Multiple lines of experimental evidence support MGF E-peptide’s IGF-1R-independent mechanism. IGF-1R-specific tyrosine kinase inhibitors (picropodophyllin, NVP-AEW541) that completely block IGF-1-driven responses do not abolish MGF E-peptide-induced satellite cell activation — establishing that active IGF-1R kinase activity is not required for the E-peptide’s biological effect. Genetic approaches using IGF-1R siRNA knockdown and studies in IGF-1R-deficient cell backgrounds have documented MGF E-peptide biological activity in the absence of IGF-1R expression. Anti-IGF-1R antibody blockade that prevents IGF-1 and IGF-1 DES receptor engagement similarly fails to prevent MGF E-peptide-driven satellite cell responses. These convergent pharmacological and genetic findings establish IGF-1R independence as a pharmacologically validated property of the MGF C-terminal E-peptide rather than an artefact of incomplete IGF-1R inhibition.

How Do I Reconstitute MGF for Laboratory Use?

Reconstitute with sterile water or appropriate laboratory buffer (PBS recommended) by adding solvent slowly down the vial wall and swirling gently — do not vortex. The MGF C-terminal E-peptide is a 24-amino acid peptide with good aqueous solubility at physiological pH. Prepare working stock solutions at the required concentration, aliquot into single-use volumes to avoid repeated freeze-thaw cycles, and store at -80°C. For cell treatment experiments — satellite cell activation, myoblast proliferation assays, cardiomyocyte studies — dilute to working concentration in the appropriate cell culture medium immediately before use.

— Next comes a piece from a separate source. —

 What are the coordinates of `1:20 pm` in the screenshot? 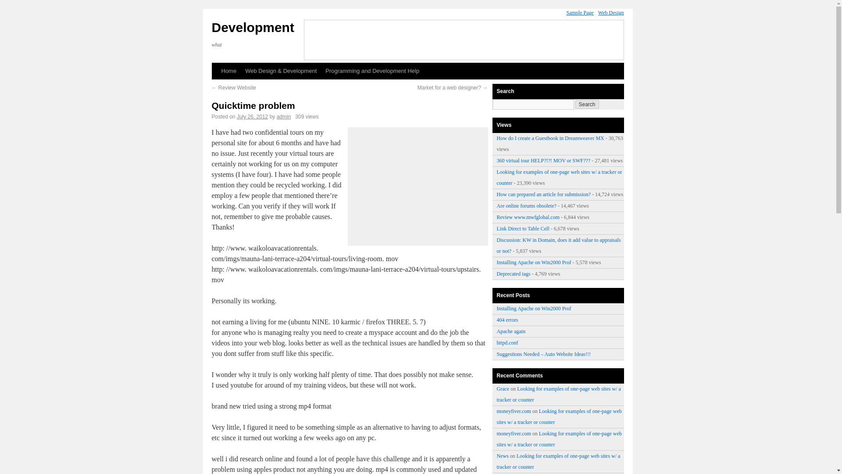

As with all short peptides, carrier protein addition (0.1% BSA) is advisable for very dilute stock solutions to minimise surface adsorption losses.

How Quickly is MGF Delivered to Europe?

Delivery to EU and European destinations typically takes 3–7 working days via tracked international courier with packaging maintaining peptide stability throughout transit.

Product Specifications

Parameter Detail
Peptide MGF (Mechano-Growth Factor) — C-terminal E-peptide (Ec domain)
Sequence Tyr-Gln-Pro-Pro-Ser-Thr-Asn-Lys-Asn-Thr-Lys-Ser-Gln-Arg-Arg-Lys-Gly-Ser-Thr-Phe-Glu-Glu-Arg-Lys
Length 24 amino acids
Origin IGF-1 gene splice variant — exon 5 inclusion; Ec E-domain (human) / Ed E-domain (rodent)
Gene IGF1 — alternatively spliced mechanoresponsive isoform
Expression Trigger Mechanical loading, exercise, muscle damage — acute autocrine/paracrine response
IGF-1R Activity None — E-peptide fragment; IGF-1R-independent biological activity
IGFBP Binding None — E-peptide does not contain IGFBP binding determinants
Primary Biological Activity Satellite cell activation — IGF-1R-independent mechanism
Related Full Molecule Full MGF precursor (IGF-1 domain + Ec E-peptide) — combined IGF-1R + E-peptide activity
Research Distinction vs IGF-1 DES IGF-1R-independent (MGF E-peptide) vs IGFBP-resistant IGF-1R agonist (IGF-1 DES)
Primary Research Interest Satellite cell biology, skeletal muscle hypertrophy/repair, mechano-growth factor signalling, IGF-1R-independent growth factor biology, muscle ageing, cardiac mechano-biology
Purity ≥99%
Verification HPLC & Mass Spectrometry
Form Sterile Lyophilised Powder
Solubility Sterile water or PBS (0.1% BSA recommended for dilute stocks)
Storage -20°C, protected from light and moisture
Intended Use Research use only

Research Disclaimer

MGF (Mechano-Growth Factor) is supplied exclusively for legitimate scientific research conducted within licensed laboratory environments. This product is not approved for human consumption, self-administration, or any therapeutic, clinical, or veterinary application. It must be handled solely by qualified researchers in compliance with applicable EU regulations, national legislation, and institutional ethics guidelines. By purchasing, you confirm this compound will be used exclusively for approved in vitro or pre-clinical research purposes.